How Can You Tell You Work for a Toxic Company, Exactly? Look for Any of These 8 Signs



Any good executive or owner of a company knows that culture is king. It should be in their best interest to build an organization where shared values and virtues are held firmly, and where jerks, bullies, and troublemakers don’t thrive.

Reason being, if your good workers and high performers are witnessing these toxic behaviors in action, as outlined below, it may be affecting them already. It means you may have lost the war on retaining them long-term.

If you’re an individual contributor and you work in such an environment, it may be time to evaluate whether staying further may affect your career path or, much worse, your health and well-being.

I’ll let you decide what hits close to home (or right between the eyes). Here are the most prevalent toxic behaviors commonly found in the unhealthiest of companies.

1. Management only focuses on what’s wrong.

The atmosphere is one of fear and employees walk on egg shells. Their bosses spend too much time looking for whom to blast for the latest wrongdoing. They wield their managerial batons to correct problems and reprimand people instead of giving positive feedback when things go right.

2. Too much bureaucracy keeps work from getting done.

There are so many levels of approval, so many committees that meet, and so many layers of management to make a final decision, the people that suffer from bureaucracy are the employees. It clearly communicates to them, “we don’t trust you.”

3. Employees are bullied or management tolerates bullying.

Babs Ryan, author of America’s Corporate Brain Drain, says, “Only 1 percent of bullies are fired; action is usually taken against the [bully’s] target. Your only choice may be to leave as quickly as possible — especially if the company supports that bully repeatedly and has already exited several of the bully’s targets.”

4. Employees are treated as objects or numbers.

People are seen as worker bees serving the wishes of a top-down hierarchy in order to drive the bottom line and make shareholders happy. There is typically little regard for employees’ happiness or well-being. 

5. Employees are overworked and overburdened.
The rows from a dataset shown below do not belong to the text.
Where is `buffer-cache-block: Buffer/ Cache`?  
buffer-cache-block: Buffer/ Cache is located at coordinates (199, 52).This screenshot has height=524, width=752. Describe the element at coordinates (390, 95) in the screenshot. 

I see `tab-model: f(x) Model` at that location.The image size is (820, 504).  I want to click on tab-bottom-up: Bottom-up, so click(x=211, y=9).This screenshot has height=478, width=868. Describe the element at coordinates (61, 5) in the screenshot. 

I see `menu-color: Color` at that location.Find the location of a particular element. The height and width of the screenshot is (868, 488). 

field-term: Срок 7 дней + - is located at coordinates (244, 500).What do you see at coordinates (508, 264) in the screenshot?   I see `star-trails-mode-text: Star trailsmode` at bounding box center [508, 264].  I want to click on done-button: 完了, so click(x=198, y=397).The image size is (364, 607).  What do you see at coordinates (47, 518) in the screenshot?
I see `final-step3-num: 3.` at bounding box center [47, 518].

People’s personal or family lives must be sacrificed for the job because overwork is common. As a result, you’ll encounter high levels of stress, turnover, absenteeism, and burnout.

6. Too much gossip is killing morale.

Gossip is poison to the work setting. It causes disruption and is specifically designed to take someone down. Gossipers are often disgruntled and entitled. They spread their tumor by enlisting others, especially new hires, into their negative spin campaign.
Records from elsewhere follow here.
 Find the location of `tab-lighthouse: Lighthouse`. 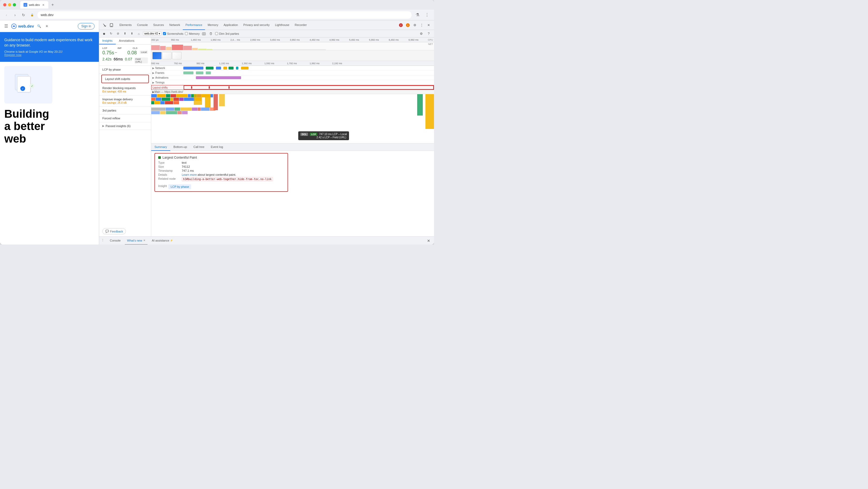

tab-lighthouse: Lighthouse is located at coordinates (282, 25).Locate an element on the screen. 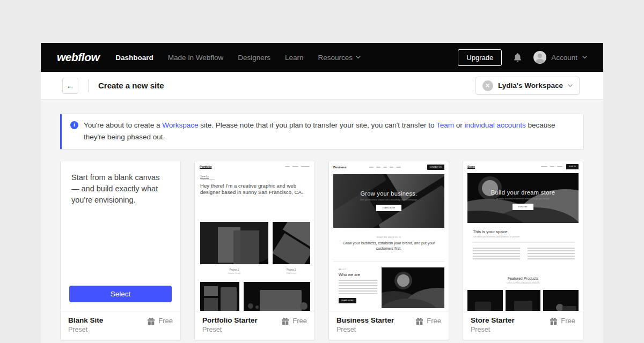 The height and width of the screenshot is (343, 644). mini-hero: Grow your business. Give your business a… is located at coordinates (389, 201).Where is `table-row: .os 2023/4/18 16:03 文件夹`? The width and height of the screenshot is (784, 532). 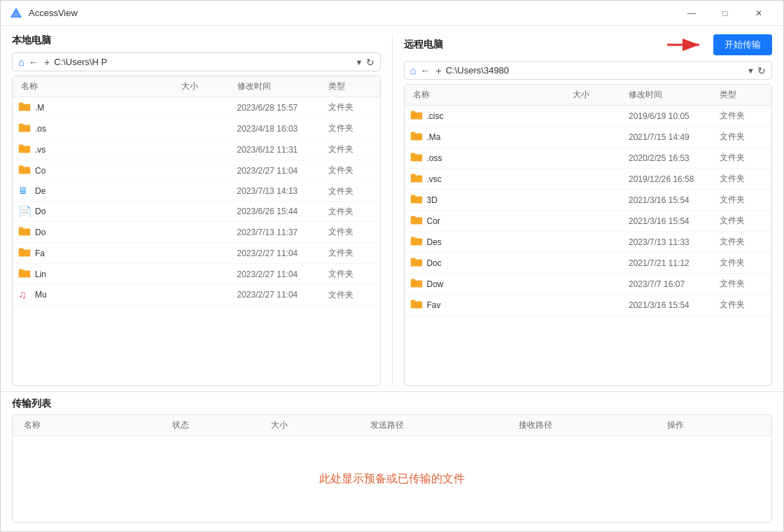
table-row: .os 2023/4/18 16:03 文件夹 is located at coordinates (196, 129).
7. Unethical behaviors is prevalent.

In the most toxic workplaces, you’ll find a rise in things like theft, fraud, sexual harassment, antd workplace sabotage that disrupt morale and productivity.
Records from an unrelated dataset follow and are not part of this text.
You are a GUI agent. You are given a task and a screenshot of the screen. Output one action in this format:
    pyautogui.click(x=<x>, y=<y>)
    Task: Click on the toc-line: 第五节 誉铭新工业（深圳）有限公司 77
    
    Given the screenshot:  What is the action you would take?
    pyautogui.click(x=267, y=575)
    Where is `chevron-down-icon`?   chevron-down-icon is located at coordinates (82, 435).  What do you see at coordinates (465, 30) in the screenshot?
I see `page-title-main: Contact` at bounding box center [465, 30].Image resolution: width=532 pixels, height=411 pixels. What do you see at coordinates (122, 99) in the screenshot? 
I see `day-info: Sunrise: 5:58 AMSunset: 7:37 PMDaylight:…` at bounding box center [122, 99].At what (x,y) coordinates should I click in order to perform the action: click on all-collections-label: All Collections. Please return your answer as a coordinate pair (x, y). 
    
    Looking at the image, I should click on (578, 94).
8. The stress level is almost insurmountable. 

Stressful workplaces can greatly decrease the ability to focus and be productive. One study found that employees working under toxic managers were 60 percent more likely to have suffered a heart attack or other life-threatening cardiac condition.

What do you do if you work for such a place?

First and foremost, steer clear and don’t get sucked into the toxicity. Next, if you truly love your job and don’t want to leave, doing nothing is not an option.

If you have trusted allies and toxic workers are few in numbers, and you know for a fact that HR works on behalf of protecting the employee against a hostile environment, rally together to expose the problem and campaign against it. 

If toxic behaviors persist in close quarters, bring in a third party to document meetings to protect yourself from undue stress and drama. 

Lastly, work to promote a healthy work culture together by living out virtuous behaviors of trust, respect, empathy, listening, and compassion. Do it consistently to squeeze out unwanted things like gossip, bullying, sabotage, disrespect, and insubordination. The larger the group campaigning against toxic behaviors, the better your chances that your toxic colleagues will be rooted out.